Most Americans are ducking Obamacare’s tax penalty, claiming an exemption from the “individual mandate,” tax-filing company TurboTax said Tuesday, signaling how far the Obama administration still has to go in meeting its goal of universal health coverage.
All told, seven in 10 taxpayers using TurboTax’s online system claimed an exemption, the company said, offering the first glimpse at how tax filers are coping with the Affordable Care Act’s most contentious provisions.
Many of those say even the cheapest plans available to them at work or on Obamacare’s exchanges are still too expensive, and so they claim the IRS’s financial burden exemption in refusing to gain coverage.
Others said they were exempt because they’d recently been evicted, had a close family member die, or had another hardship that excused them from the mandate. The rate of exemptions mirrors what TurboTax saw during the full 2014 tax season, when filers dealt with Obamacare for the first time.
Also Tuesday, a lengthy report by the Health and Human Services Department’s inspector general said the administration received 18 “documented warnings” about HealthCare.gov’s shortcomings in the run-up to its disastrous October 2013 launch.
“Most critical was the absence of clear leadership, which caused delays in decision-making, lack of clarity in project tasks, and the inability of CMS to recognize the magnitude of problems as the project deteriorated,” the IG report said.
HealthCare.gov is functioning fine now, though consumers are still wading through the law’s mandates and phased-in tax penalties, which are starting to take a real bite.
The tax for failing to hold insurance jumped from $95 or 1 percent of qualified income — whichever is greater — in 2014 to $325 or 2 percent of income in 2015.
Filers who must pony up the 2015 penalty this season will see their pain more than double, to $695 or 2.5 percent of income, at tax time next year, unless they find a way to get insured this year.
Yet certain people are exempt from the mandate, either because they do not earn enough money or because they fit certain categories — for example, they are in prison, in the country illegally or take care of their own health costs through a religious health-care ministry.
Others, including victims of domestic violence, can qualify for a series of “hardship” exemptions.
“The IRS reported that about 300,000 people who paid the penalty likely qualified for an exemption last year. With the penalty nearly doubling this year, TurboTax urges those without health coverage to see if they qualify for an exemption from a tax penalty,” said Debra Hammer, the company’s spokeswoman for Obamacare issues.
The tax-prep company also says tax filers haven’t been tripped up by the IRS’ decision to delay the issuance of brand-new tax forms.
Insurers and employers issued the forms, known as 1095-Bs and 1095-Cs, so that filers have a record of their coverage and compliance with the mandate, although they aren’t attached to returns.
The IRS receives its own versions of the forms, however, and analysts said the delay could make it difficult for auditors to crack down on people who flout the mandate and claim full refunds, even though they owe a penalty.
TurboTax noted that filers who received taxpayer-subsidized coverage on an Obamacare exchange will need to include a form, 1095-A, that helps them reconcile their amount of subsidy with their actual income in 2015.
Roughly 800,000 HealthCare.gov customers received 1095-A forms with errors last year — a mix-up that evoked the law’s flawed web rollout.
The administration doesn’t expect to make the same mistake this year, though Republican critics say the law will continue to cause problems.
“The website is part of the bigger problem behind Obamacare,” Sen. Chuck Grassley, Iowa Republican, said Tuesday. “A massive undertaking was rushed through on a partisan basis. The law was badly written and poorly implemented.”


* _ABOUT THIS TASK_: Would you go through the records below and copy each line with the string "fill"?

* _INPUT DATA_:
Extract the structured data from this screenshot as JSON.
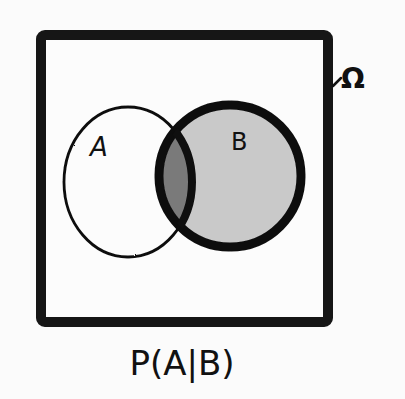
{
  "diagram": {
    "type": "venn",
    "universe": {
      "label": "Ω",
      "stroke": "#141414",
      "fill": "#fcfcfc"
    },
    "sets": [
      {
        "name": "A",
        "label": "A",
        "fill": "#fbfbfb",
        "stroke": "#111111",
        "emphasized": false
      },
      {
        "name": "B",
        "label": "B",
        "fill": "#c9c9c9",
        "stroke": "#0f0f0f",
        "emphasized": true
      }
    ],
    "intersection": {
      "sets": [
        "A",
        "B"
      ],
      "fill": "#7a7a7a"
    },
    "caption": "P(A|B)"
  }
}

* _SOLUTION TO THIS PROBLEM_:
      "fill": "#fcfcfc"
        "fill": "#fbfbfb",
        "fill": "#c9c9c9",
      "fill": "#7a7a7a"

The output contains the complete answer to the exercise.